The authors declare no conflict of interest.

Figures

Figure 1
Figure 1
PLS-DA score plots for the visualisation of clustering of AMI versus healthy samples based on (A) lipidomics and (B) metabolomics analysis, and the corresponding model performance measures across the number of components generated from (C) metabolomics and (D) lipidomics analysis.
Figure 2
Figure 2
Distribution of lipid classes of annotated significant lipidomic features.
Figure 3
Figure 3
Visualisation of correlations amongst omics datasets via (A) sample scatterplot displaying the first component in each omics block (upper diagonal) and Pearson correlation between each component (lower diagonal), (B) correlation circle plot representing feature contributions from each omics block, and (C) circos plot showing the correlations (r > 0.33) between omics features as indicated by the red (positive correlation) and green (negative correlation) links.
Figure 4
Figure 4
Relevance network plots of significant omics features from the discrimination of AMI vs. healthy patients, displaying (A) key cluster amongst all four omics with strong correlations between features (r ≥ 0.67; p-value < 0.05), and (B) tri-omics (glycomics + metallomics + lipidomics) correlations (r ≥ 0.5; p-value < 0.05).
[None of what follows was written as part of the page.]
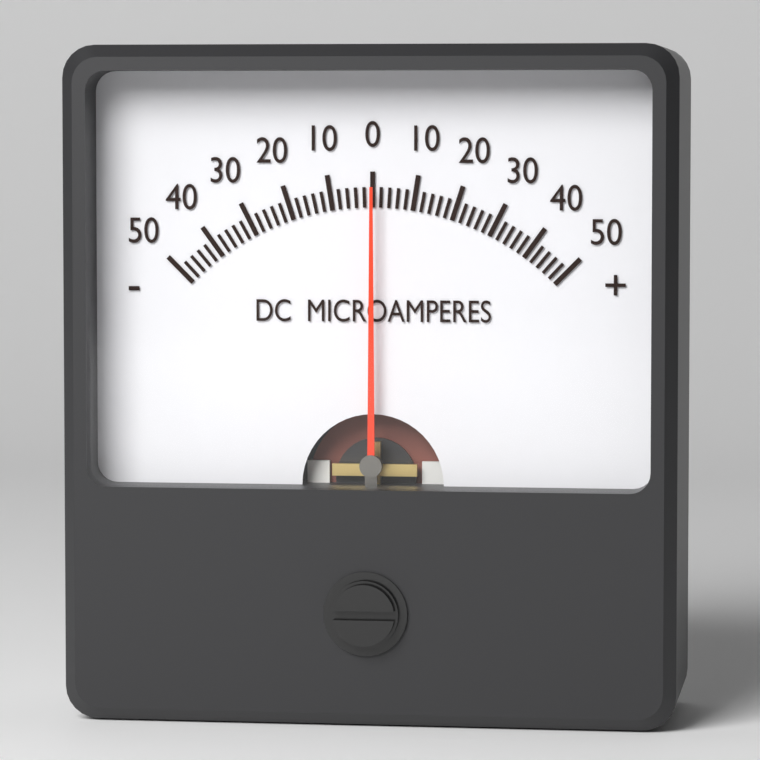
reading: 0 µA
The color key indicates the correlation coefficient values annotated by the connection lines between variables. Red colored connection lines denote positive correlations, while green colored connection lines denote negative correlations between variables. The intensity of the colors is scaled according to the magnitude of the correlation coefficient values.
Figure 5
Figure 5
Relevance networks of significant omics features across various bi-omics combinations (all r ≥ 0.4; p-value < 0.05). The color key indicates the correlation coefficient values annotated by the connection lines between variables. Red colored connection lines denote positive correlations, while green colored connection lines denote negative correlations between variables. The intensity of the colors is scaled according to the magnitude of the correlation coefficient values.
Figure 6
Figure 6
Classification performance of glycomics, metallomics, metabolomics and lipidomics datasets as shown from (A) block-PLS-DA analysis and comparison of individual blocks with a consensus multi-omics model, and (B) hierarchical cluster analysis of the multi-omics dataset.